Internet Archaeology? lol

The article is right though, interactions online have changed. Not just with sites like geocities, but even forums like these are not as used as much as they used to be. Social networking seems to better fulfill desires for socialization, rather than forums where like the article positioned with geocities, you are coming into contact with strangers even if they are likeminded or share interests.

PC LOAD LETTER
6th December 2013, 05:19
I like looking at abandoned websites, it's something I love doing when I got nothing else to do but screw around on the internet. Geocities was great for this kind of stuff- it was a look into the past in most cases- early web design (repeating backgrounds, gifs, background music, icons as hyperlinks, etc), what kinds of stuff people obsessed over at that time, or maybe even something embarrassing from when someone was a kid.

Internet Archaeology? lol

The article is right though, interactions online have changed. Not just with sites like geocities, but even forums like these are not as used as much as they used to be.

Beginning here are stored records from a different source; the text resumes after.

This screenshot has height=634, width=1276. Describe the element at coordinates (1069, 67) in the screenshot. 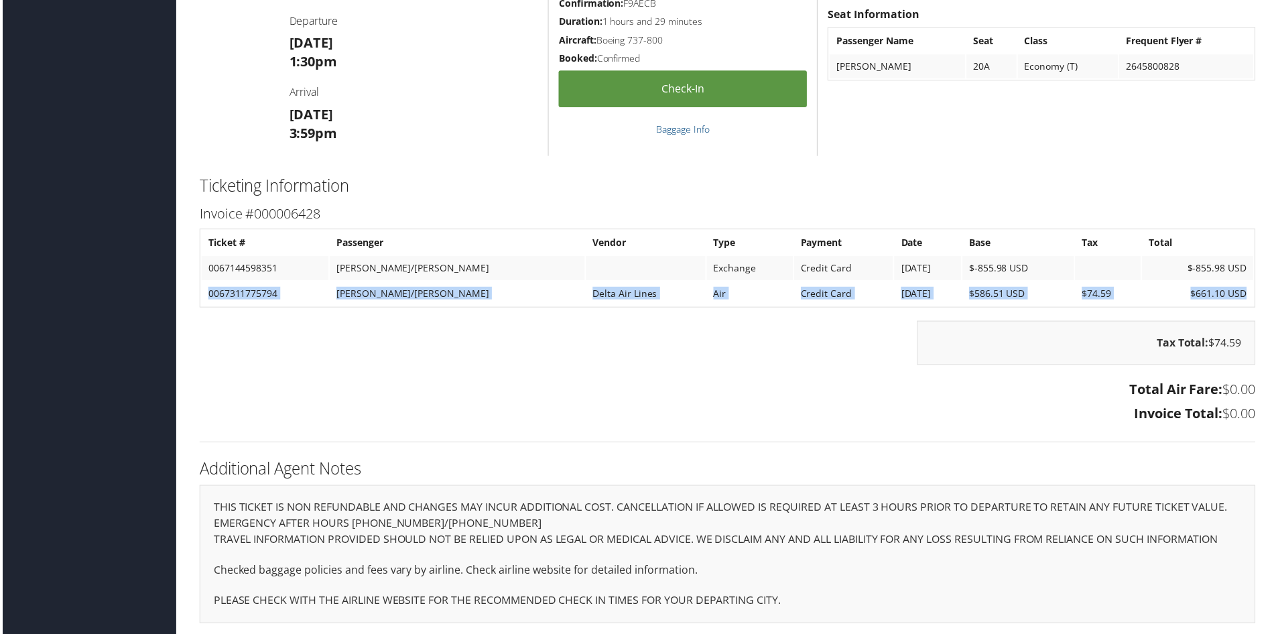

I see `td: Economy (T)` at that location.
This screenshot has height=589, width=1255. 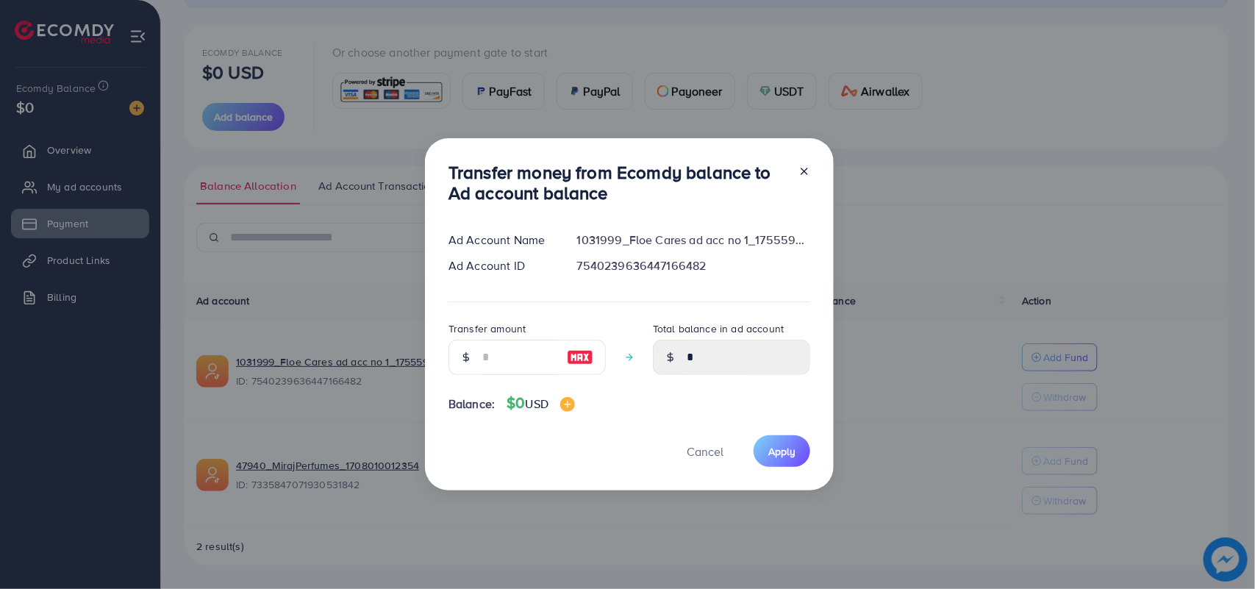 I want to click on div: 1031999_Floe Cares ad acc no 1_1755598915786, so click(x=693, y=240).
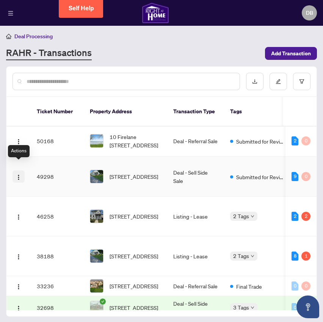 This screenshot has width=323, height=322. I want to click on span: menu, so click(11, 13).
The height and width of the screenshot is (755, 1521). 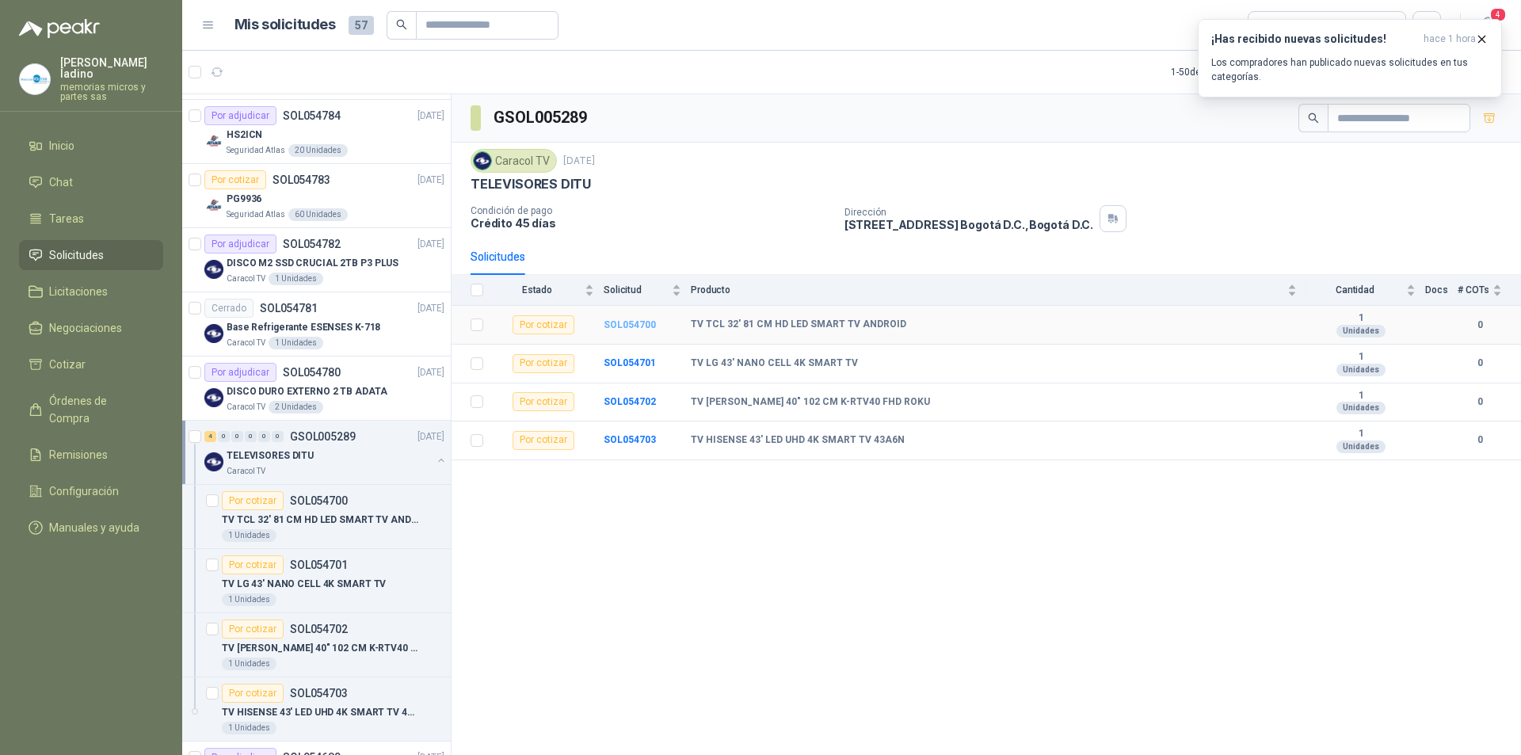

Social networking seems to better fulfill desires for socialization, rather than forums where like the article positioned with geocities, you are coming into contact with strangers even if they are likeminded or share interests.
You'll get a kick out of this if you don't know about it already: https://archive.org/web/web.php

Red Commissar
7th December 2013, 07:01
You'll get a kick out of this if you don't know about it already: https://archive.org/web/web.php

Yeah, that site is nice. Only issue I hate running into is when the archived page ends up having broken image links- understandable considering how this works, but still it makes old web pages that were overly dependent on embedded images a total mess.

Though some companies cling onto their old domains, sometimes they forget them like this one (though they've since reintegrated it)

http://www2.warnerbros.com/spacejam/movie/jam.htm

Considering that was a promotional website done with paid designers, that was a standard of 90s web sites.

PC LOAD LETTER
8th December 2013, 06:10
Yeah, that site is nice. Only issue I hate running into is when the archived page ends up having broken image links- understandable considering how this works, but still it makes old web pages that were overly dependent on embedded images a total mess.

Though some companies cling onto their old domains, sometimes they forget them like this one (though they've since reintegrated it)

http://www2.warnerbros.com/spacejam/movie/jam.htm

Considering that was a promotional website done with paid designers, that was a standard of 90s web sites.
I just had a flashback. Jeez. My childhood flashed in front of my eyes when I opened the space jam site.